Summary
Open-world design is a delicate balance. On the one hand, players yearn for the open fields and mountaintops that a loading-screen-free game can provide. On the other hand, developers don’t want players to get so lost and confused that they miss all the best bits or quit out of frustration.
Then again, getting lost in the content wilderness and having to find the path back alone can be a wonderful and weird experience. Many players feel that too many developers are too easy to lend a hand to get players back on track. These games, however, do no such thing, as they fully embrace the philosophy that discovery and struggle are essential open-world experiences.
Some of the most immersive adventures involving exploration are done behind the eyes of scientists, who, for lack of answers from on high must piece together the world for themselves. This is exactly the case inMiasmata, which tasks players with exploringa near-abandoned islandin search of a cure for the plague.
From microscopes and note-checking to realistic map triangulation cartography, a great deal of care was put into making the player really experience venturing alone into the unknown in the eerie but beautiful wilderness (beautiful even by today’s graphical standards), as opposed to a guided tour of a theme park.
It is a cliche to compare a game toDark Souls, but in terms of its combat mechanics, difficulty, and approach to player choice and consequence,Outwardwas one of the best examples of an open-world Soulslike concept before FromSoft had its turn, which is especially impressive considering the size of its development team. Every part of the adventure is designed to be tough but fair.
Without a magic compass on the map, quest markers, or even so much as a hint on where to go next or what to do, players are left completely on their own inOutward(unless they opt forsplit-screen co-op). If the player takes too great a risk and attacks an overwhelming enemy, the game autosaves after the game over-screen, and it is up to the player to get themselves out of their own mess, where they may find themselves robbed and left to die or captured as a slave.
A game’s difficulty is often one of the best ways to convey the flavor of its setting, andKenshi’s brutal, borderline nihilistic challenge level should instruct players on everything they need to know about the setting. Players can be robbed, left for dead, or have their limbs severed and their friends killed.
Everyone and everything is hostile and can be deadly inKenshi.However, if the player manages to avoid combatlong enough to learn the ropesand sufficiently train a martial skill, they will find the world (or moon) open up. This will allow them to gain great riches, build a large following, and rewrite the unwritten rules of the land.
The time loop inOuter Wildsmay seem constrictive, but it is a useful tool that letsplayers use the scientific methodto problem-solve throughout the miniaturized solar system. Trial and error are crucial in discovering the system’s mysteries, and the game wastes no time letting players figure out everything for themselves, from becoming accustomed to the ship’s controls to the overarching question of the great time reset.
This has the side-effect of making every morsel of information, be it text or the layout of a new area, extremely engaging for the player to analyze, as the right reading or perspective may hold the key to continued progress. Autonomous testing without the game ever giving up so much of a hint is ultimately what makes discovering the answers so satisfying.
After eschewing the procedural generation of its predecessor, Bethesda opted to make their nextElder Scrollsopen-world,Morrowind, a hand-crafted open-world and a land mass brimming with interesting twists, turns, cities, and streets. Generic town layouts and NPCs went out the window, but this presented its environmental designers with a problem. With a world so big, how can anyone find their way to their next quest objective?Morrowindplayers must look toward the peoples of the ancient past, or those prideful fathers at a hardware store, and rely on their own sense of direction and memory.
The player’s next destination does not show up on a map, but the route is described by an NPC who gives the quest: “Go down the next road, turn right at the market, second door on the left,” and so on. Some players unfamiliar with this kind of roleplaying may express frustration when making a mistake or a wrong turn and getting lost. However, most will agree that organic discovery makes every corner of Vvardenfell that much more memorable.
Besides the guiding light of a sword, which provides a general direction, the Forbidden Lands contain no maps, signposts, or even roads to point the player in the direction of their next task inShadow of the Colossus, nor are the hints about how to proceed up the legs, sides, or back of a titanic beast to somehow take it down.
As a counterbalance to the overwhelming landscape and task ahead of them, besides collecting hidden apples, lizard tails, and coins, there are no other activities to distract players on their quest.The demise of each colossuscomes from the player’s own thinking and tenacity, making each victory feel hard-won and intimately personal.
It should come as no surprise that an open-world game from FromSoft, the studio that birthed the Soulsborne genre, would leave the player’s fate, ill or glorious, in the player’s hands. Guided bygorgeous landmarks on the horizonand intuition about an enemy’s strength, players ofElden Ringmust forge their own path through the Lands Between, where every crumbling tower, hidden catacomb, or distant glow on the horizon could mean triumph or disaster.
The game refuses to mark its map with objective markers or difficulty ratings, instead trusting players to read the world itself. Elden Ring doesn’t guide players, it dares them to explore, rewarding boldness with discovery and punishing haste with brutal and (importantly) memorable consequences.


» Task to complete: After reading the entries below, report how many lines have the string "type" in them, giving the number alone.

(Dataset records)
== Segment start ==

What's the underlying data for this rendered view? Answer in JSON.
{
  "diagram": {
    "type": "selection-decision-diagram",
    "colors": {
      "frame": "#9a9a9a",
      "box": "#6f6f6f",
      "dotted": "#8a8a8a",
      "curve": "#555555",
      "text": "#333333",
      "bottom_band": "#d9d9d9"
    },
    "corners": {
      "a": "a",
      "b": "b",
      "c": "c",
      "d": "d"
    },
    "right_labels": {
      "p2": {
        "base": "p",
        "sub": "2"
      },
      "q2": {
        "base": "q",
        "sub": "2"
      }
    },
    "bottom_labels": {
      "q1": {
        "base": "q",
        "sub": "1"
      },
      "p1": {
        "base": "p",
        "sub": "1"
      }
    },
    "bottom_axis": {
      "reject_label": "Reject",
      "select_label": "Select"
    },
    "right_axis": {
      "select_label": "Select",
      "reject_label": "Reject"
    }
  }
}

== Segment end ==
== Segment start ==

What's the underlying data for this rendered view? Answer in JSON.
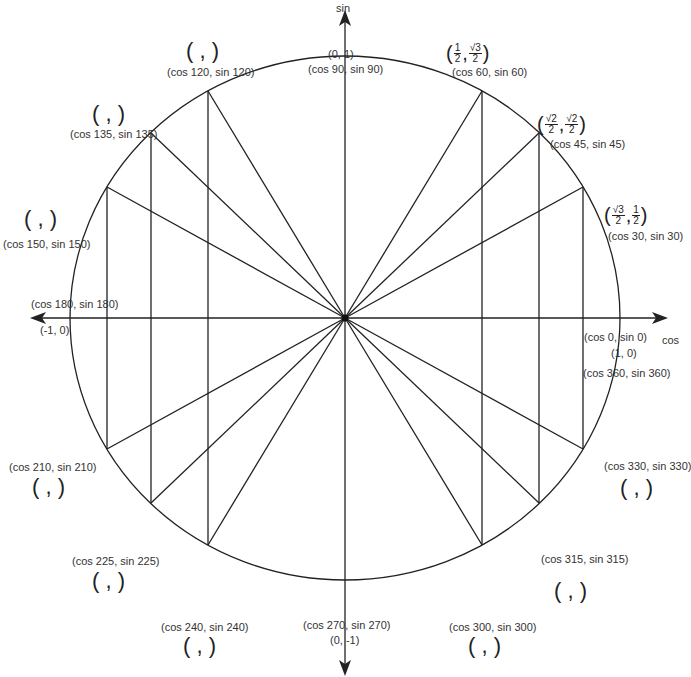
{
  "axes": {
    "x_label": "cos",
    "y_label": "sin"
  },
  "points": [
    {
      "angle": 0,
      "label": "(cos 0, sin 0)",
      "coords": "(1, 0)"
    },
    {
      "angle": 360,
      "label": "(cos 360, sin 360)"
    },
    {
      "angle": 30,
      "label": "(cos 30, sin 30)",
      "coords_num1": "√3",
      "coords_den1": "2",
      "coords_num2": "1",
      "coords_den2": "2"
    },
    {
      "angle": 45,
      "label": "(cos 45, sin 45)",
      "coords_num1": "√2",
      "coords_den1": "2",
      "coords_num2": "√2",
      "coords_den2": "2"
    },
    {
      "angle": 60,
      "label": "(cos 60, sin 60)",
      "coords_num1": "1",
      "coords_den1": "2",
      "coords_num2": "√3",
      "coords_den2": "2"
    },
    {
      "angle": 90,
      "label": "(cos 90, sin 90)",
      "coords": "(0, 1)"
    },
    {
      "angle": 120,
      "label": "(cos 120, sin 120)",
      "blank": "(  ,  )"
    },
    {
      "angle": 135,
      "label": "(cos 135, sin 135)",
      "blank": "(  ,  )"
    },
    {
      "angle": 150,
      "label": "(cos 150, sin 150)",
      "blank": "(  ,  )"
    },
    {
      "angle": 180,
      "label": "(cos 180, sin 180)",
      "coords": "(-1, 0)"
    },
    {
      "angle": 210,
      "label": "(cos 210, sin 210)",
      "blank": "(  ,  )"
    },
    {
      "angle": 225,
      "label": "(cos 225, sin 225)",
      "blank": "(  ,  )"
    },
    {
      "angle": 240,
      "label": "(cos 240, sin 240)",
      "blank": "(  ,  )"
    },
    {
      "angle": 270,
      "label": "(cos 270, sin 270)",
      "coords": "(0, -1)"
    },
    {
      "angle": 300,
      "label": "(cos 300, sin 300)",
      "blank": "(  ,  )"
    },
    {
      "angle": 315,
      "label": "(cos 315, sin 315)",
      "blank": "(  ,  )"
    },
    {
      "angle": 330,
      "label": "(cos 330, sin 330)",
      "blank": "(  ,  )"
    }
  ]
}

== Segment end ==
== Segment start ==

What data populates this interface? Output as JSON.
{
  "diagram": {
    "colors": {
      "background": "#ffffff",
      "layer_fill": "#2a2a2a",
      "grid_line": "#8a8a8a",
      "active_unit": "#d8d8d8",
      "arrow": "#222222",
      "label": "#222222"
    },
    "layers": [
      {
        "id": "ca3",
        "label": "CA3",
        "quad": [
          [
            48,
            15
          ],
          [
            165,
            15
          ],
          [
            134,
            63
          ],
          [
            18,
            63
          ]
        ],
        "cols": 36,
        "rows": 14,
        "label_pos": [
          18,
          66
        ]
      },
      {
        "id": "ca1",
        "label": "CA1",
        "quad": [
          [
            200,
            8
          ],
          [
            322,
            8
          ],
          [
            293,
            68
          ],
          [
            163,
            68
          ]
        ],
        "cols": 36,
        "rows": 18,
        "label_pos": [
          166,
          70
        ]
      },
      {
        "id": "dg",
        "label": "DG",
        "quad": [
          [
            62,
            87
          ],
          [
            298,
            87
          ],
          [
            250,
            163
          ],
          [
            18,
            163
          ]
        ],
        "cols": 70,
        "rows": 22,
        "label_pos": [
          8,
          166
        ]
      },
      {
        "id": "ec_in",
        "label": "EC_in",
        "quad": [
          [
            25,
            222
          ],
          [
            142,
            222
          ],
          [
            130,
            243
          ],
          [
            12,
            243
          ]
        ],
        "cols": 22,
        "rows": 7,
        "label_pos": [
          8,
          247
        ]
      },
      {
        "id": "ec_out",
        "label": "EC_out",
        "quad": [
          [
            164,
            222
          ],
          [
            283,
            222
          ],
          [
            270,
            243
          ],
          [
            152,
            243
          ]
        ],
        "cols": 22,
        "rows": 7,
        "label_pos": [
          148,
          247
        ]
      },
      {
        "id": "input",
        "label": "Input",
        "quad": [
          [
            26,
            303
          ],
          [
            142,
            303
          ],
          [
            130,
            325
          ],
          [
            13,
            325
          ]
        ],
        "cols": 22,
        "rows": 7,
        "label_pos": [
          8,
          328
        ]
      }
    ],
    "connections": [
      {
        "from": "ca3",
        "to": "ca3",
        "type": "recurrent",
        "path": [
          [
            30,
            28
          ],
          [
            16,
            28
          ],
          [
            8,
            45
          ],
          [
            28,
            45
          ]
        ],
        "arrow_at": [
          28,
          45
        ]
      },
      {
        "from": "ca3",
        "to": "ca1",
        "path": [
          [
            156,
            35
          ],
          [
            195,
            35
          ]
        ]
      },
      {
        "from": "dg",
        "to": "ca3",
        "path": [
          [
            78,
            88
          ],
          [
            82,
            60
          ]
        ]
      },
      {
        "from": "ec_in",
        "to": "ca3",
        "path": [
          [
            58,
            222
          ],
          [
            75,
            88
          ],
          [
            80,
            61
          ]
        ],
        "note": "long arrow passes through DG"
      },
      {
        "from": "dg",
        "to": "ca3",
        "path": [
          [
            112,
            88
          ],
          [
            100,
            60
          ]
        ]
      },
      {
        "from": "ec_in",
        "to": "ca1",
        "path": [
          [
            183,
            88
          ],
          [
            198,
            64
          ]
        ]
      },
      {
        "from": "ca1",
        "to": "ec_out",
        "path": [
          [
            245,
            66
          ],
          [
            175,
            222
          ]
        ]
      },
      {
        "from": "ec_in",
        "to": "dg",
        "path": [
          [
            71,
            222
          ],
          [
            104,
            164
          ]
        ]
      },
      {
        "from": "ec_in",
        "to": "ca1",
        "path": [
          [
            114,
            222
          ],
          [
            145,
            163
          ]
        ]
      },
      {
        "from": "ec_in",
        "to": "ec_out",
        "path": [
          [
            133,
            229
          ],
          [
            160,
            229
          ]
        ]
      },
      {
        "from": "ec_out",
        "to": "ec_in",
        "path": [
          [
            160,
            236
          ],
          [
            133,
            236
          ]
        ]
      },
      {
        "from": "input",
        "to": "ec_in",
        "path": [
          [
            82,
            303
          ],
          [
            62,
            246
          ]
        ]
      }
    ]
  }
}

== Segment end ==

» Result for this exercise: 2